In the book, humans are indeed a poor degenerate species from an alien and pozzie perspective. We’re full of irrational racial, xenophobic, and religious prejudices which inhibit trading. At the same time, we also have a huge wealth of culture, which the pozzies are more than happy to adopt, and we see this throughout the book.
Raymond the pozzie is basically a robotic Dick Tracy who frequently quotes Raymond Chandler. Achilles and Zorro, the murdered pozzies, mimic their namesakes, except they’re much better armed. Italian mob-bosses live forever in space, and Samurai armor is still apparently in fashion.
I really couldn’t stop laughing with this book, and I now want more. Fortunately Yoss is very prolific, and also someone I definitely want to meet (see bio below)

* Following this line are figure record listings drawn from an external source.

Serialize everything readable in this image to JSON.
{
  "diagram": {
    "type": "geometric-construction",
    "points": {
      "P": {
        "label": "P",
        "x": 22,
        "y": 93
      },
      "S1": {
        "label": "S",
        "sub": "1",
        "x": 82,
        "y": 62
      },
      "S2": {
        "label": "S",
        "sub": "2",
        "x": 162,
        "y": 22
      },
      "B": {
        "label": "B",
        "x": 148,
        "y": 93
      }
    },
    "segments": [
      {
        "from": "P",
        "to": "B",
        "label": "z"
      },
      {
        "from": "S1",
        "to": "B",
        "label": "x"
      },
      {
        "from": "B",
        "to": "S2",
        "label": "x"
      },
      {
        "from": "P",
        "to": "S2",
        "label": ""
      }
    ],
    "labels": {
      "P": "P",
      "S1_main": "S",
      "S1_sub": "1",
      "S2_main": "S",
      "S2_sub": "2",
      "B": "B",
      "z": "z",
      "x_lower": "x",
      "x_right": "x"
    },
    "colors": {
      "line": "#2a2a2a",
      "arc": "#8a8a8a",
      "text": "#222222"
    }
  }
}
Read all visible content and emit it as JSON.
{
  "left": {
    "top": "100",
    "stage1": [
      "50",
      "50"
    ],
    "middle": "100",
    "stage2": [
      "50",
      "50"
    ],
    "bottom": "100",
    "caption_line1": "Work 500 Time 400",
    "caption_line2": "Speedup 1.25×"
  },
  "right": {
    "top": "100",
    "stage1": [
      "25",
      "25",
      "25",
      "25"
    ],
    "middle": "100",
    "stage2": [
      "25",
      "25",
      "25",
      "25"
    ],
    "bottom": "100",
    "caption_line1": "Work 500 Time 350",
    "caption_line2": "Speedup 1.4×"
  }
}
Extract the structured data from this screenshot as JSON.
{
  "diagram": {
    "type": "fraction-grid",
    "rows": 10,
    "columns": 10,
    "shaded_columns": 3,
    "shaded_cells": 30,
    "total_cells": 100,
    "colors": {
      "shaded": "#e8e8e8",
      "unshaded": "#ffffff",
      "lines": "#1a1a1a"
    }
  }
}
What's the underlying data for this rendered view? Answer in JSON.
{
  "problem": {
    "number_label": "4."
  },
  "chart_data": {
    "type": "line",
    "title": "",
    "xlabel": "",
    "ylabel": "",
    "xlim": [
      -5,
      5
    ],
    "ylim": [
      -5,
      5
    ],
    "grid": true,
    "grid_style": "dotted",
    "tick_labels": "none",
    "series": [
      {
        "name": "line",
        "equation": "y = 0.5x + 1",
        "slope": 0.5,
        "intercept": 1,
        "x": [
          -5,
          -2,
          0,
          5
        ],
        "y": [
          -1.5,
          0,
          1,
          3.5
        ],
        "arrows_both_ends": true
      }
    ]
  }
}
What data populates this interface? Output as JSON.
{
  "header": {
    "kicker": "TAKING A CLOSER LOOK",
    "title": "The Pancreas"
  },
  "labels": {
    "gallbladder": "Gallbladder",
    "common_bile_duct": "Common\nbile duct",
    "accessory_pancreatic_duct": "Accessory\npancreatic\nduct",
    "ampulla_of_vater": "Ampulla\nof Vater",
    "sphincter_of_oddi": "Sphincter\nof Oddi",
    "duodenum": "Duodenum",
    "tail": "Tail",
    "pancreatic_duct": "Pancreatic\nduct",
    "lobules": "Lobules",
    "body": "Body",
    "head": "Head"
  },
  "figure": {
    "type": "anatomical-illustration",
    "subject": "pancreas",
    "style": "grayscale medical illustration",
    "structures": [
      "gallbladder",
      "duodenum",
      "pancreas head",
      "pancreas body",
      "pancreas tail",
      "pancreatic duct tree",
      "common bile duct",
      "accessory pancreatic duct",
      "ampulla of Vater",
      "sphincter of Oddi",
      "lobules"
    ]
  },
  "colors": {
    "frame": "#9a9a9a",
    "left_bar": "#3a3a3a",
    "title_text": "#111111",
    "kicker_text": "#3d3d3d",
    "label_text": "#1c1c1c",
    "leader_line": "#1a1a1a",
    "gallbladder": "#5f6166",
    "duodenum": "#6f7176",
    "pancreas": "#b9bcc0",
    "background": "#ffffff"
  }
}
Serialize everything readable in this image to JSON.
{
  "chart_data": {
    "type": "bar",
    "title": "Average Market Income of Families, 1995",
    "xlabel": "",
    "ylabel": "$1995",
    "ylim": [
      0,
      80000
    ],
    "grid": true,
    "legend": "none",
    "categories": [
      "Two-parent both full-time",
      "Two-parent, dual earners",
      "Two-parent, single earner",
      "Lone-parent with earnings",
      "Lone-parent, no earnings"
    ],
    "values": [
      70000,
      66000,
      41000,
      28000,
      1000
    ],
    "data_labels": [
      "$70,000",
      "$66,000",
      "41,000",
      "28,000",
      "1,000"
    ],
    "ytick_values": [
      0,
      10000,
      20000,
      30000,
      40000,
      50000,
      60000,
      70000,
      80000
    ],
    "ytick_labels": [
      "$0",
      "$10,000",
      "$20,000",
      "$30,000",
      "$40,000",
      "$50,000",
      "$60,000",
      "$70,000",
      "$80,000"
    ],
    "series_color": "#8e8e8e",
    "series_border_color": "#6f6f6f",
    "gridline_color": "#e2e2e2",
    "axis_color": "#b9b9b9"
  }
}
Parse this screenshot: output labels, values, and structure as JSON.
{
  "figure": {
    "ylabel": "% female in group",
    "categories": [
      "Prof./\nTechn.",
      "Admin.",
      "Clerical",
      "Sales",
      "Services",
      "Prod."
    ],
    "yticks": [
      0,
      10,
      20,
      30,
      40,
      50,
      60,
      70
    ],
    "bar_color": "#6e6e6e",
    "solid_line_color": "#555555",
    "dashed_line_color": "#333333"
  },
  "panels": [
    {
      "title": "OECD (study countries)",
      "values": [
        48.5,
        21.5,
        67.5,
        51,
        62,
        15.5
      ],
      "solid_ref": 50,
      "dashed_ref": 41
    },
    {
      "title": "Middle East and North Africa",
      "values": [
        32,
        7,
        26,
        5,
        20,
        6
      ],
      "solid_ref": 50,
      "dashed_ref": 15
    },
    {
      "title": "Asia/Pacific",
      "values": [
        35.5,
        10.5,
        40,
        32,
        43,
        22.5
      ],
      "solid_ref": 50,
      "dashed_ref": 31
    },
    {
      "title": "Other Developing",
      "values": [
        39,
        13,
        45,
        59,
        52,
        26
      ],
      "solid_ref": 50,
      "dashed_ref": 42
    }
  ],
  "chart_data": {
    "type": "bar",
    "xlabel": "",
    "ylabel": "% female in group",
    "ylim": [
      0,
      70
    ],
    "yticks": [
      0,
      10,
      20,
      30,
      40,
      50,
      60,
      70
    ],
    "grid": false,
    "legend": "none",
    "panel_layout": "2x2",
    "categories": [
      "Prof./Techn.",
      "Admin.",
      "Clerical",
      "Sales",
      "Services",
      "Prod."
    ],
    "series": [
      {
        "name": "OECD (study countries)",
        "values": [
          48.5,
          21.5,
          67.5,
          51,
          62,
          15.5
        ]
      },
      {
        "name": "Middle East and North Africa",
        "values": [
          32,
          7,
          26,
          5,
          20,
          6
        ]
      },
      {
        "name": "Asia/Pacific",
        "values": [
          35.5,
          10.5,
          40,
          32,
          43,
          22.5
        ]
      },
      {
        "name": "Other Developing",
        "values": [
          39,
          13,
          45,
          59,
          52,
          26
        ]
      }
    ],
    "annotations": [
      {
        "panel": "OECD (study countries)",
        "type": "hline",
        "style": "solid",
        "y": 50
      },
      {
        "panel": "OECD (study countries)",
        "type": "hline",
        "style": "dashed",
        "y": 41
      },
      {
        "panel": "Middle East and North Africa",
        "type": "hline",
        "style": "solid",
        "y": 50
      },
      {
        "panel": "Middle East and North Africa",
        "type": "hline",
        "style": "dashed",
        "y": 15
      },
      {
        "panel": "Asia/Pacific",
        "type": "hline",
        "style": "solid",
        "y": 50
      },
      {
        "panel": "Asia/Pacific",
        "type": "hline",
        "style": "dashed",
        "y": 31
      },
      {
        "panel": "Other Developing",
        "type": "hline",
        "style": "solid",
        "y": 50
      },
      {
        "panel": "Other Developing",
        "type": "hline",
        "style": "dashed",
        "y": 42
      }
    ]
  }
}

The Omer today is Kingship in grandeur, which more than works with our alien trading partners controlling our destiny from space. The book drives home the power of those who have overwhelming power, while also asking some very strong existentialist questions. These points are hammered home through the grandeur of space, the great emptiness to which we don’t have access, but contains so much. Humans are explorers though, and I trust that one day we’ll find a way to hopefully colonize another planet. Until then, long live our alien trading partners!
#begrand
About the Author and Translator
Born José Miguel Sánchez Gómez, Yoss assumed his pen name in 1988, when he won the Premio David in the science fiction category for Timshel. Together with his peculiar pseudonym, the author’s aesthetic of an impenitent rocker has allowed him to stand out among his fellow Cuban writers. Earning a degree in Biology in 1991, he went on to graduate from the first ever course on narrative techniques at the Onelio Jorge Cardoso Center of Literary Training, in the year 1999. Today, Yoss writes both realistic and science fiction works. Alongside these novels, the author produces essays, reviews, and compilations, and actively promotes the Cuban science fiction literary workshops Espiral and Espacio Abierto. His novels in English include A Planet for Rent, Super Extra Grande, Condomnauts, and Red Dust, all translated by David Frye.
When he isn’t translating, David Frye teaches Latin American culture and society at the University of Michigan. Translations include First New Chronicle and Good Government by Guaman Poma de Ayala (Peru, 1615); The Mangy Parrot by José Joaquín Fernández de Lizardi (Mexico, 1816), for which he received a National Endowment for the Arts Fellowship; Writing across Cultures: Narrative Transculturation in Latin America by Ángel Rama (Uruguay, 1982); and several Cuban and Spanish novels and poems.